The above-mentioned insurgencies are abetted by, and ultimately aimed at, separatism and are based essentially on religion or ethnicity. In the last four decades, however, altogether another type of insurgency has gripped parts of India and is growing. Originating in an obscure West Bengal village called Naxalbari, marked by strident poverty, as a left-wing extremist uprising against the establishment, this movement now afflicts almost half of the 28 states of India, concentrated mostly in tribal and mine rich parts of eastern and central India. This insurgency has been expanding both in area and population being affected as well as in level of violence associated with it. Today, the Naxalities or Maoists as these insurgents are called control about 92,000 sq. km. of India, where only the writs of their parallel government run. Their cadres consisting of both men and women are mostly recruited from their rural strongholds and are given professional training in armed insurgency.
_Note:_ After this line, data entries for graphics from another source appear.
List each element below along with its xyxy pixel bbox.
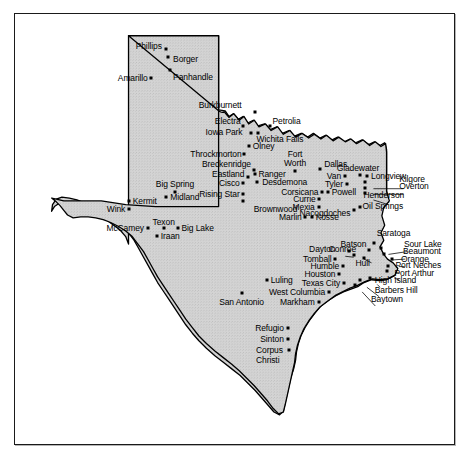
city-label: Dayton xyxy=(309,245,335,254)
city-dot[interactable] xyxy=(255,181,258,184)
city-label: Henderson xyxy=(364,190,405,199)
city-label: Rising Star xyxy=(199,189,239,198)
city-label: Corpus Christi xyxy=(256,346,283,365)
city-label: San Antonio xyxy=(219,297,264,306)
city-dot[interactable] xyxy=(321,190,324,193)
city-dot[interactable] xyxy=(358,279,361,282)
city-dot[interactable] xyxy=(319,168,322,171)
city-label: Iowa Park xyxy=(206,127,243,136)
city-dot[interactable] xyxy=(288,348,291,351)
city-dot[interactable] xyxy=(380,247,383,250)
city-dot[interactable] xyxy=(169,68,172,71)
city-dot[interactable] xyxy=(243,153,246,156)
city-dot[interactable] xyxy=(242,182,245,185)
city-dot[interactable] xyxy=(127,200,130,203)
city-label: Hull xyxy=(355,259,369,268)
city-label: Panhandle xyxy=(173,73,213,82)
city-dot[interactable] xyxy=(164,48,167,51)
texas-landmass-main xyxy=(52,36,398,414)
city-label: Markham xyxy=(280,297,315,306)
city-label: Oil Springs xyxy=(363,201,403,210)
city-dot[interactable] xyxy=(338,272,341,275)
city-dot[interactable] xyxy=(358,173,361,176)
city-dot[interactable] xyxy=(326,190,329,193)
city-dot[interactable] xyxy=(240,292,243,295)
city-dot[interactable] xyxy=(383,252,386,255)
city-dot[interactable] xyxy=(372,241,375,244)
city-dot[interactable] xyxy=(247,175,250,178)
city-dot[interactable] xyxy=(386,265,389,268)
city-dot[interactable] xyxy=(343,174,346,177)
city-dot[interactable] xyxy=(366,174,369,177)
city-dot[interactable] xyxy=(167,55,170,58)
city-dot[interactable] xyxy=(286,338,289,341)
city-dot[interactable] xyxy=(341,265,344,268)
city-dot[interactable] xyxy=(354,283,357,286)
city-dot[interactable] xyxy=(353,253,356,256)
city-dot[interactable] xyxy=(253,173,256,176)
city-dot[interactable] xyxy=(342,281,345,284)
city-label: Midland xyxy=(170,193,199,202)
city-label: Amarillo xyxy=(118,74,148,83)
city-label: Refugio xyxy=(255,324,284,333)
city-label: Nacogdoches xyxy=(300,209,351,218)
city-dot[interactable] xyxy=(317,300,320,303)
city-label: Luling xyxy=(271,276,293,285)
city-label: Kermit xyxy=(133,197,157,206)
city-label: Breckenridge xyxy=(202,159,251,168)
city-dot[interactable] xyxy=(318,198,321,201)
city-dot[interactable] xyxy=(368,249,371,252)
city-dot[interactable] xyxy=(369,277,372,280)
city-dot[interactable] xyxy=(150,77,153,80)
city-dot[interactable] xyxy=(242,200,245,203)
city-label: Phillips xyxy=(136,42,162,51)
city-dot[interactable] xyxy=(294,170,297,173)
texas-map: PhillipsBorgerPanhandleAmarilloBurkburne… xyxy=(15,14,456,446)
city-label: Big Lake xyxy=(182,224,214,233)
city-dot[interactable] xyxy=(286,327,289,330)
city-dot[interactable] xyxy=(248,144,251,147)
city-label: Saratoga xyxy=(377,229,411,238)
city-label: Marlin xyxy=(279,213,302,222)
city-dot[interactable] xyxy=(253,111,256,114)
city-dot[interactable] xyxy=(242,192,245,195)
city-dot[interactable] xyxy=(249,131,252,134)
city-dot[interactable] xyxy=(358,205,361,208)
city-dot[interactable] xyxy=(390,258,393,261)
city-dot[interactable] xyxy=(268,125,271,128)
city-dot[interactable] xyxy=(156,235,159,238)
city-dot[interactable] xyxy=(353,208,356,211)
city-label: Burkburnett xyxy=(199,101,242,110)
city-dot[interactable] xyxy=(327,291,330,294)
city-label: Powell xyxy=(332,187,356,196)
city-dot[interactable] xyxy=(385,269,388,272)
city-dot[interactable] xyxy=(127,207,130,210)
city-dot[interactable] xyxy=(146,226,149,229)
city-label: Cisco xyxy=(219,179,240,188)
city-label: Texon xyxy=(153,217,175,226)
city-dot[interactable] xyxy=(252,169,255,172)
figure-root: PhillipsBorgerPanhandleAmarilloBurkburne… xyxy=(0,0,470,460)
city-label: Olney xyxy=(253,141,275,150)
city-label: McCamey xyxy=(106,223,144,232)
city-label: Sinton xyxy=(260,335,284,344)
city-label: Iraan xyxy=(161,232,180,241)
city-label: Borger xyxy=(173,55,198,64)
city-label: Petrolia xyxy=(273,117,301,126)
city-label: Fort Worth xyxy=(284,149,306,168)
city-dot[interactable] xyxy=(165,196,168,199)
map-frame: PhillipsBorgerPanhandleAmarilloBurkburne… xyxy=(14,13,455,445)
city-dot[interactable] xyxy=(265,279,268,282)
city-label: Baytown xyxy=(371,294,403,303)
city-label: Electra xyxy=(215,117,241,126)
city-label: Big Spring xyxy=(156,180,194,189)
city-dot[interactable] xyxy=(364,181,367,184)
city-label: Wink xyxy=(107,204,126,213)
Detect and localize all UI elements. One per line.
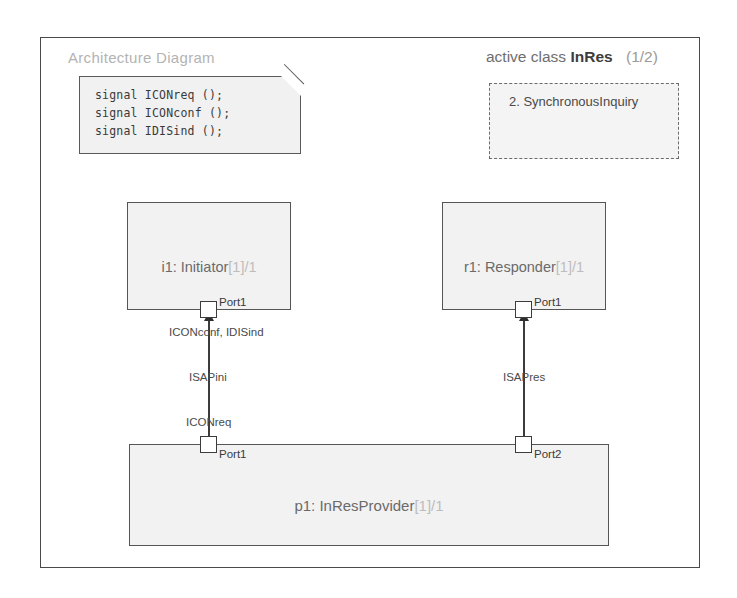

Their primary targets are police, government property and installations, highways, railways and the activities symbolizing present day governance such as elections and even developmental works.
Thus, we see that basically two types of insurgency afflict contemporary India, one based on fractured identities of religion, ethnicity, region and language as against a national identity, and the other based on increasing impoverishment and widening socio-economic disparity. At the root of both these types of insurgencies lies a sense of non-participation and alienation from the prevailing system of governance. While the first category of insurgents reacts to this sense by seeking a separate institution of governance in which they matter, the second category expresses their wrath at the failed system of governance which has not been able to deliver the goods over the decades. Whatever, these insurgencies cost a tremendous amount of national energy and resources. A nation saddled with such disruptive and dissipative forces can hardly hope to get out of the woods.